“Despite the text’s extraordinary significance, the origins of the Koran are obscure in the extreme. Much like earlier compilations edited by Ibn Warraq, Which Koran? brings together a wealth of important European scholarship, much of which is translated into English for the first time. It will be of great interest not only to specialists in early Arabic and Koranic studies but also to students of early Islam and those interested in scripture more generally.”
—CHASE ROBINSON, formerly professor of Islamic history at the University of Oxford, now Distinguished Professor of History and provost of the Graduate Center of the City University of New York, and author of Abd al-Malik, Islamic Historiography, and Empire and Elites after the Muslim Conquest
For many millions of Muslims there is one and only one true Koran that offers the word of Allah to the faithful. Few Muslims realize, however, that there are several Korans in circulation in the Islamic world, with textual variations whose significance, extent, and meaning have never been properly examined. Ibn Warraq, author of Virgins? What Virgins? and Why I Am Not a Muslim, has here assembled important scholarly articles that address the history, linguistics, and religious implications of these significant variants in Islam’s sacred book, which call into question the claim of its status as the divinely revealed and inerrant word of the Muslim god.
In a lengthy introduction, Warraq notes that historical and linguistic evidence suggests that there was considerable confusion regarding what should be included in the Koran in the early years of Muslim history. Although the caliph ’Uthman canonized a specific text some fifteen years after the death of Muhammad, variant readings of certain passages have persisted to the present. This can be seen in discrepancies between the two main printed versions of the Koran available today (the Warsh transmission found in West and Northwest Africa and the Hafs transmission, stemming from Kufa—an important center of Koranic scholarship located in Iraq—and widely available through the standard Egyptian edition of 1924). In addition, the Hadith, a revered collection of Muslim secondary literature on the life of Muhammad, discusses missing Koranic verses and even Muhammad’s sometimes-faulty memory. Such evidence strongly indicates that the Koran cannot be considered an inerrant revelation.
This work also includes valuable charts that list the many textual variants found in Korans available in the Islamic world, along with remarks on their significance.
According to Maududi (Mawdudi, 1903–1979), the very influential Indo-Pakistani Islamist, “The Qur’ån . . . exists exactly as it had been revealed to the Prophet; not a word—nay, not a dot of it—has been changed.” He then challenged anyone to buy Korans in different parts of the Islamic world and compare them. If any person found a single dot that was different between them, then he or she should inform the whole world of this great discovery. Ibn Warraq has taken up that challenge and has definitively refuted Maududi’s absurd claim by revealing variants in Korans bought in Cairo, Casablanca, Tehran, Tunis, and Istanbul; he has shown that the Koran, like all holy texts, has a long history and is far from being inerrant.
Pages: 631 pages
Hardcover: $37.98
ISBN: 978-1-59102-429-3
Shipping Weight: 2lbs
Author Bio:
Ibn Warraq is the highly acclaimed author of Why I Am Not a Muslim, Virgins? What Virgins?, and Defending the West. He is also the editor of The Origins of the Koran, What the Koran Really Says, Leaving Islam, The Quest for the Historical Muhammad, and Which Koran?.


PROBLEM STATEMENT: The data follows. Retype every entry exactly.
*** Opening of RECORDS FOR THE TASK ***
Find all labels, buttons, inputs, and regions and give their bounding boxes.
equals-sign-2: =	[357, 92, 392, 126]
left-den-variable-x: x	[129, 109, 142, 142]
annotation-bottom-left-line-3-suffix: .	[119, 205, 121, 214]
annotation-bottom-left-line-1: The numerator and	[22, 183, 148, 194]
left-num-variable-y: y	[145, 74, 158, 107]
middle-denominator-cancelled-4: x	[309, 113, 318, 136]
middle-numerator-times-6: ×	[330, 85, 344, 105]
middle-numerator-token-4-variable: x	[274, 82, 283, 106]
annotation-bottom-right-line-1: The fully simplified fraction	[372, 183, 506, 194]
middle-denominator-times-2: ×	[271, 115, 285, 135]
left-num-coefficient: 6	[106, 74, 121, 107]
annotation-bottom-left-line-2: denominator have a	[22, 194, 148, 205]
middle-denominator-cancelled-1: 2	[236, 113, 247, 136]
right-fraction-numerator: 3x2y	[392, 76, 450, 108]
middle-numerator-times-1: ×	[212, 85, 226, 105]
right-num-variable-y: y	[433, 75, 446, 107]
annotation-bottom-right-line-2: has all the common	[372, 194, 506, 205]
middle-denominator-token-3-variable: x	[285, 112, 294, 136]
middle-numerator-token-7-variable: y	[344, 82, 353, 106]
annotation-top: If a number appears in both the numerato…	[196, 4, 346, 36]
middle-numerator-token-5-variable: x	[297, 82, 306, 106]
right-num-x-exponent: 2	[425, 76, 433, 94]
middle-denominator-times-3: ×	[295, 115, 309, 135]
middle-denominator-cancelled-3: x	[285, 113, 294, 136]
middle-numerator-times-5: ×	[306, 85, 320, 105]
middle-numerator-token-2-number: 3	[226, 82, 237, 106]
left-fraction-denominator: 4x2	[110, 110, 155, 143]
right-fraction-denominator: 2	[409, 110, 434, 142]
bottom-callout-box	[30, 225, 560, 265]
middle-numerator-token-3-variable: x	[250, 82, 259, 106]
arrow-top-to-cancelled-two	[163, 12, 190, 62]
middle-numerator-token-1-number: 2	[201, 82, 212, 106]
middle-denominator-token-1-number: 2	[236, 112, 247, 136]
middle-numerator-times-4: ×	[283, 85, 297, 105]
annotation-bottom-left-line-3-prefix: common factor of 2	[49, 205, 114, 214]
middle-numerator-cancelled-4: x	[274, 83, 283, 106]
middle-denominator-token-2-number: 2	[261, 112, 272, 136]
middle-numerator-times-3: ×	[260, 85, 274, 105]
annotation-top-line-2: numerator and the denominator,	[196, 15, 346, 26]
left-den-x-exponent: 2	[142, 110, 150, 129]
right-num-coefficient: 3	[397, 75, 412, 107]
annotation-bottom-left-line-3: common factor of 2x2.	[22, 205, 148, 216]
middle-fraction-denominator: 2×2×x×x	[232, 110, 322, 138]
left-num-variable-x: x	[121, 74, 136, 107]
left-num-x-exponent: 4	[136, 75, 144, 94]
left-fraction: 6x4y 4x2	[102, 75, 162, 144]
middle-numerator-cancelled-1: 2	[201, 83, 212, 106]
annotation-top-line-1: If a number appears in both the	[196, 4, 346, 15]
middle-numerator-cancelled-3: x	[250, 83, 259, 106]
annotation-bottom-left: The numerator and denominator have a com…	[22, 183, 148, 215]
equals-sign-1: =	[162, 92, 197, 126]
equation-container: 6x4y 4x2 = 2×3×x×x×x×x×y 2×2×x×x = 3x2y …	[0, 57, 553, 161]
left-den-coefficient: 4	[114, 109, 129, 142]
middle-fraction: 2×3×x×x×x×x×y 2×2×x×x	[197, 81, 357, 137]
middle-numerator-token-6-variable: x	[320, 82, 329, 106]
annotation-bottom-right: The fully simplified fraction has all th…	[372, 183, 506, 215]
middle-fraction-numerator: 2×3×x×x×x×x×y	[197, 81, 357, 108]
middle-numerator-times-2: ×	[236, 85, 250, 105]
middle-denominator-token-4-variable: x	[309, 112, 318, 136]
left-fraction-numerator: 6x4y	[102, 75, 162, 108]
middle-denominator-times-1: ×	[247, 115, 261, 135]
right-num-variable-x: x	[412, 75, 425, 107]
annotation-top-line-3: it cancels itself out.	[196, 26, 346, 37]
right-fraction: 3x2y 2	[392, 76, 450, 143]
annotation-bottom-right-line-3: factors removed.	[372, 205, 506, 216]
*** Close of RECORDS FOR THE TASK ***
OUTPUT FOR THIS TASK:
Find all labels, buttons, inputs, and regions and give their bounding boxes.
equals-sign-2: =	[357, 92, 392, 126]
left-den-variable-x: x	[129, 109, 142, 142]
annotation-bottom-left-line-3-suffix: .	[119, 205, 121, 214]
annotation-bottom-left-line-1: The numerator and	[22, 183, 148, 194]
left-num-variable-y: y	[145, 74, 158, 107]
middle-denominator-cancelled-4: x	[309, 113, 318, 136]
middle-numerator-times-6: ×	[330, 85, 344, 105]
middle-numerator-token-4-variable: x	[274, 82, 283, 106]
annotation-bottom-right-line-1: The fully simplified fraction	[372, 183, 506, 194]
middle-denominator-times-2: ×	[271, 115, 285, 135]
left-num-coefficient: 6	[106, 74, 121, 107]
annotation-bottom-left-line-2: denominator have a	[22, 194, 148, 205]
middle-denominator-cancelled-1: 2	[236, 113, 247, 136]
right-fraction-numerator: 3x2y	[392, 76, 450, 108]
middle-numerator-times-1: ×	[212, 85, 226, 105]
right-num-variable-y: y	[433, 75, 446, 107]
annotation-bottom-right-line-2: has all the common	[372, 194, 506, 205]
middle-denominator-token-3-variable: x	[285, 112, 294, 136]
middle-numerator-token-7-variable: y	[344, 82, 353, 106]
annotation-top: If a number appears in both the numerato…	[196, 4, 346, 36]
middle-numerator-token-5-variable: x	[297, 82, 306, 106]
right-num-x-exponent: 2	[425, 76, 433, 94]
middle-denominator-times-3: ×	[295, 115, 309, 135]
middle-denominator-cancelled-3: x	[285, 113, 294, 136]
middle-numerator-times-5: ×	[306, 85, 320, 105]
middle-numerator-token-2-number: 3	[226, 82, 237, 106]
left-fraction-denominator: 4x2	[110, 110, 155, 143]
right-fraction-denominator: 2	[409, 110, 434, 142]
bottom-callout-box	[30, 225, 560, 265]
middle-numerator-token-3-variable: x	[250, 82, 259, 106]
arrow-top-to-cancelled-two	[163, 12, 190, 62]
middle-numerator-token-1-number: 2	[201, 82, 212, 106]
middle-denominator-token-1-number: 2	[236, 112, 247, 136]
middle-numerator-times-4: ×	[283, 85, 297, 105]
annotation-bottom-left-line-3-prefix: common factor of 2	[49, 205, 114, 214]
middle-numerator-cancelled-4: x	[274, 83, 283, 106]
middle-denominator-token-2-number: 2	[261, 112, 272, 136]
middle-numerator-times-3: ×	[260, 85, 274, 105]
annotation-top-line-2: numerator and the denominator,	[196, 15, 346, 26]
left-den-x-exponent: 2	[142, 110, 150, 129]
right-num-coefficient: 3	[397, 75, 412, 107]
annotation-bottom-left-line-3: common factor of 2x2.	[22, 205, 148, 216]
middle-fraction-denominator: 2×2×x×x	[232, 110, 322, 138]
left-num-variable-x: x	[121, 74, 136, 107]
left-num-x-exponent: 4	[136, 75, 144, 94]
left-fraction: 6x4y 4x2	[102, 75, 162, 144]
middle-numerator-cancelled-1: 2	[201, 83, 212, 106]
annotation-top-line-1: If a number appears in both the	[196, 4, 346, 15]
middle-numerator-cancelled-3: x	[250, 83, 259, 106]
annotation-bottom-left: The numerator and denominator have a com…	[22, 183, 148, 215]
equals-sign-1: =	[162, 92, 197, 126]
equation-container: 6x4y 4x2 = 2×3×x×x×x×x×y 2×2×x×x = 3x2y …	[0, 57, 553, 161]
left-den-coefficient: 4	[114, 109, 129, 142]
middle-fraction: 2×3×x×x×x×x×y 2×2×x×x	[197, 81, 357, 137]
middle-numerator-token-6-variable: x	[320, 82, 329, 106]
annotation-bottom-right: The fully simplified fraction has all th…	[372, 183, 506, 215]
middle-fraction-numerator: 2×3×x×x×x×x×y	[197, 81, 357, 108]
middle-numerator-times-2: ×	[236, 85, 250, 105]
middle-denominator-token-4-variable: x	[309, 112, 318, 136]
left-fraction-numerator: 6x4y	[102, 75, 162, 108]
middle-denominator-times-1: ×	[247, 115, 261, 135]
right-num-variable-x: x	[412, 75, 425, 107]
annotation-top-line-3: it cancels itself out.	[196, 26, 346, 37]
right-fraction: 3x2y 2	[392, 76, 450, 143]
annotation-bottom-right-line-3: factors removed.	[372, 205, 506, 216]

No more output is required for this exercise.